Third, when I first took the job, I called a high-ranking TSA official to talk about a policy (the specifics elude me now). I asked about why something was being done and whether, if it was something that was needed, some sort of explanation could be given to airports, as the policy was harming throughput, and thereby airport operations. The answer I got was, “don’t your members read the papers?” To be candid, I got this sort of answer a lot in those early days. Today, that rarely, if ever, happens. When changes are contemplated, input is now sought early in the process. There is much more information and collaboration, with constructive results.

Yet, TSA only gets “two cheers” because there are some things that can be done differently. TSA officers should be focused on passengers and bags, for example. They have no business prowling around parking lots (and oftentimes reporting to the airport that a number of cars have expired tags). That’s what airport and local law enforcement does. This remains a matter of contention at many airports.

Also, TSA should not be stopping people in public areas of the terminal. This is a public space, and the Fourth Amendment still applies. Frankly, many of the most colorful discussions with TSA over the years have pertained to Fourth Amendment issues. The TSA legal department has an “interesting” interpretation of the Fourth Amendment.
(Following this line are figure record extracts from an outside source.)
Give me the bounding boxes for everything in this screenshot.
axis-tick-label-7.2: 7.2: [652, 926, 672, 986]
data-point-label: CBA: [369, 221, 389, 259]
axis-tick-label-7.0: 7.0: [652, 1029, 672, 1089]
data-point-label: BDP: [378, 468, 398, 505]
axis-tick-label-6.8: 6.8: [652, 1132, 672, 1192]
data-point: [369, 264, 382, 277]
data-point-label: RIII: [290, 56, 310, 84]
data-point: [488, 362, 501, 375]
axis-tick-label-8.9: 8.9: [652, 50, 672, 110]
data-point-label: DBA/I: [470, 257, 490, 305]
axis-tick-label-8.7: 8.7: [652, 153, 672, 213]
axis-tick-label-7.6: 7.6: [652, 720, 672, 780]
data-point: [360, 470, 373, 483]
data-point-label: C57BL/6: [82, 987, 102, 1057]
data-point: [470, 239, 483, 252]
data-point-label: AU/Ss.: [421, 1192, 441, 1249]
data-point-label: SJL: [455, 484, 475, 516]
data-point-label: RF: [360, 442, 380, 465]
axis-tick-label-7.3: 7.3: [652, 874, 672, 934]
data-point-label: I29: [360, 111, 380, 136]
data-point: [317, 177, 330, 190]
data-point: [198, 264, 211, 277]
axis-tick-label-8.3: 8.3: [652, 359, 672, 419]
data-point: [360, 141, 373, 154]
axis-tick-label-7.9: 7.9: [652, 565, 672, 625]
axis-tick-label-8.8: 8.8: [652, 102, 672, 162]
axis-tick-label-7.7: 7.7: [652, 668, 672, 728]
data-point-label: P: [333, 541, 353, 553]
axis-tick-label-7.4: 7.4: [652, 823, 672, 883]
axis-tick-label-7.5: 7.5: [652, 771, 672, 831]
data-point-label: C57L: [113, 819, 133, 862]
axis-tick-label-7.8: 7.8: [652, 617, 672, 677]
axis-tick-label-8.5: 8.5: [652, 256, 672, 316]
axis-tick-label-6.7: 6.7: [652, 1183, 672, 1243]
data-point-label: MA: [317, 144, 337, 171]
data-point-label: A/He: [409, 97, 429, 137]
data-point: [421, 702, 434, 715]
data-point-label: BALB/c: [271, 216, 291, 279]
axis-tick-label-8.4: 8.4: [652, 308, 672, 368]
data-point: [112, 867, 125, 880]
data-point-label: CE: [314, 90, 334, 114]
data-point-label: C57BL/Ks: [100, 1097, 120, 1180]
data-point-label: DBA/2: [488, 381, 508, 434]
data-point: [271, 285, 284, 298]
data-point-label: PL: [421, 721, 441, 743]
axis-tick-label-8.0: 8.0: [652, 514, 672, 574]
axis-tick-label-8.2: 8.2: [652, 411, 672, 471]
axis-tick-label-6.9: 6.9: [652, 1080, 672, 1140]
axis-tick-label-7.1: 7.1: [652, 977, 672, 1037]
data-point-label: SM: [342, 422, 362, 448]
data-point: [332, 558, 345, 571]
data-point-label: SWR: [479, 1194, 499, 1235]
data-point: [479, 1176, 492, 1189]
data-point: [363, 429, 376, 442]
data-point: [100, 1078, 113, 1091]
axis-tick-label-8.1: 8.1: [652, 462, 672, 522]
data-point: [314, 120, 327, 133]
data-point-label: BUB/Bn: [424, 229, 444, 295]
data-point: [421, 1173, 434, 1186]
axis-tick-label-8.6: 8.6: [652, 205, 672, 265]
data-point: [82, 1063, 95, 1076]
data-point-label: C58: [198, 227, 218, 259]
This also remains an area of contention with airports and with local law enforcement, which is responsible for those areas anyway.

And on information, while TSA is almost immeasurably better than it was eight years ago in this regard, there is still too much of an adversarial and closed tone. Classified briefings rarely yielded any information I could not have figured out by watching CNN. Yet, when I’ve visited Israel with delegations of airport leaders, the information we get from their government is much more interesting and valuable.

In my first conversation with a TSA Administrator as head of the airport association, I told him my job was to translate my members to him, and to translate TSA to my members. It is a two-way street. Much of what TSA does happens at the airport, and if someone does not like it, the airport gets blamed. We are in the same boat, for better or worse.

Greg Principato is the former President of Airports Council International – North America.

Greg Principato blogs primarily on aviation and transportation security. His involvement in aviation and transportation infrastructure spans more than thirty years. He previously served as President of Airports Council International – North American from 2005 to 2013, where he oversaw the leading association of airports and airport-related businesses in North America, which enplane nearly all of the domestic and international airline passenger and cargo traffic on the continent. ACI-NA is the largest of the five worldwide regions of Airports Council International. Read More
  • Too bad you’re still sucking up to the TSA. The agency’s uniformed pedophiles and thugs abuse us with impunity, yet all you can manage is “two cheers instead of three.” Congratulations.

  • 1amWendy

    Since you have given this significant thought, I would welcome your thoughts on the 100% harassment given to anyone with a medical assistive device or prosthetic. These are pieces of equipment that are permanently required, and personally, I adhere to the oft-repeated phrase: “the definition of insanity is doing the same thing over and over and expecting a different result.”